Audiences will feel the force of two ennobling obsessions: the shady parvenu Jay Gatsby’s fixation on Daisy Buchanan, which drives him to amass a fortune he cares nothing about, and Harbison’s fascination with a great American novel. He began planning an opera based on F. Scott Fitzgerald’s 1924 masterpiece 18 years ago, couldn’t get dramatic rights and ended up with a “Fox-Trot for Orchestra” called “Remembering Gatsby.” Not until 1992, when he got the Met’s commission–it has staged just three original operas this decade–was he able to work in earnest. He owes this long-deferred coup both to his own skills and to a backlash against such “minimalist” operas as Philip Glass’s 1983 “Akhnaten” in favor of more conventional works. Now “Gatsby” will be remembered as the last 20th-century opera, edging out William Bolcom’s “A View From the Bridge,” which premiered in October at the Lyric Opera of Chicago. (Next year “View” will go to the Met and Chicago will do “Gatsby.”) Understandably, these two works–both based on American classics, both mixing period pop music with mainstream modernism–have been paired like Sosa and McGwire. But “Gatsby,” with tenor Jerry Hadley and soprano Dawn Upshaw, will win the media’s home-run title, if only because the Lyric Opera’s not the Met and Arthur Miller’s not Fitzgerald.

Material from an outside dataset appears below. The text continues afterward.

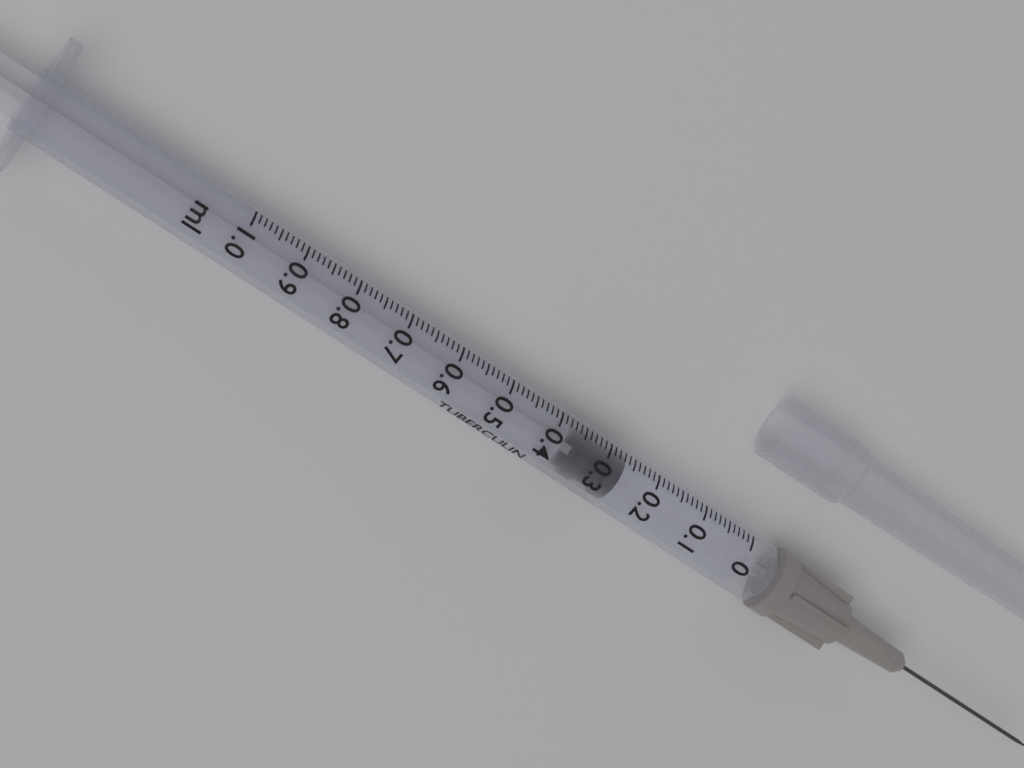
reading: 0.26 ml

Harbison first read “Gatsby” in high school and responded most to the suspense. But he came to realize that the true mystery was the title character. “I was always groping to get a sense of what Gatsby was like,” he says. “His voice is very hard to hear, he’s not described very vividly and he doesn’t do a lot. Fitzgerald said that he never ‘caught’ Gatsby.” For one thing, we get our information about Gatsby mostly from other characters. Gatsby’s elusiveness works in the novel, says Harbison, “but for dramatization it’s an essential problem. I had to make him the main character, and then I realized he hardly says anything. I had to let him put forth his own information-and misinformation.”

But making Gatsby a viable operatic character took more than words. As Harbison tells it, musical moods began to collect around his characters. “Gatsby formed around the image of him looking out at the green light on Daisy’s dock–that sense of spaciousness–and his vocal lines began to move upward.” Similarly, Daisy’s music “seemed to gravitate toward triple meters, partly because that suggestion of waltz time seemed to fit her nostalgia for her Southern upbringing–the fancy balls.” This is the stratospheric level of Harbison’s creative process; closer to earth, he studied ’20s records by Jelly Roll Morton and Paul Whiteman to get the sound of the onstage dance band right, and debriefed a Boston banjo player on how the instrument works in the rhythm section.

Few details, whether musical or dramatic, escaped Harbison’s scrutiny. Set design? “I didn’t want the interiors to have every teacup on the shelf. I thought it would defeat the illusionary quality of the story.” Props? “In that scene where Gatsby throws all the colored shirts on the bed-one of the strangest inspirations in the novel–I wasn’t sure you had to see the shirts. The production folks think you do.” In the book, a character reads aloud from an unspecified story in The Saturday Evening Post; in the opera, it’s Fitzgerald’s own story “Winter Dreams.” Was that actually in the Post? Harbison thinks for a second. “I should know the answer to that,” he says. If you’re an opera composer, though, such problems are what you live for. Gatsby famously believes in “the green light, the orgastic future that year by year recedes before us”; Harbison seems OK with being here now. He can even see some justice in his exclusion from programs in favor of the immortals. “I can’t argue that my best string quartet–probably my Fifth–is better than any of the Haydn Opus 50 quartets. It’s the same in the opera house: to get a subsequent performance, you’re displacing ‘Traviata’.” We’ll see if he’s this philosophical in a year. Right now, though, he seems to be one obsessive who realizes–as Gatsby never does–that today’s the day, and the work itself is the reward.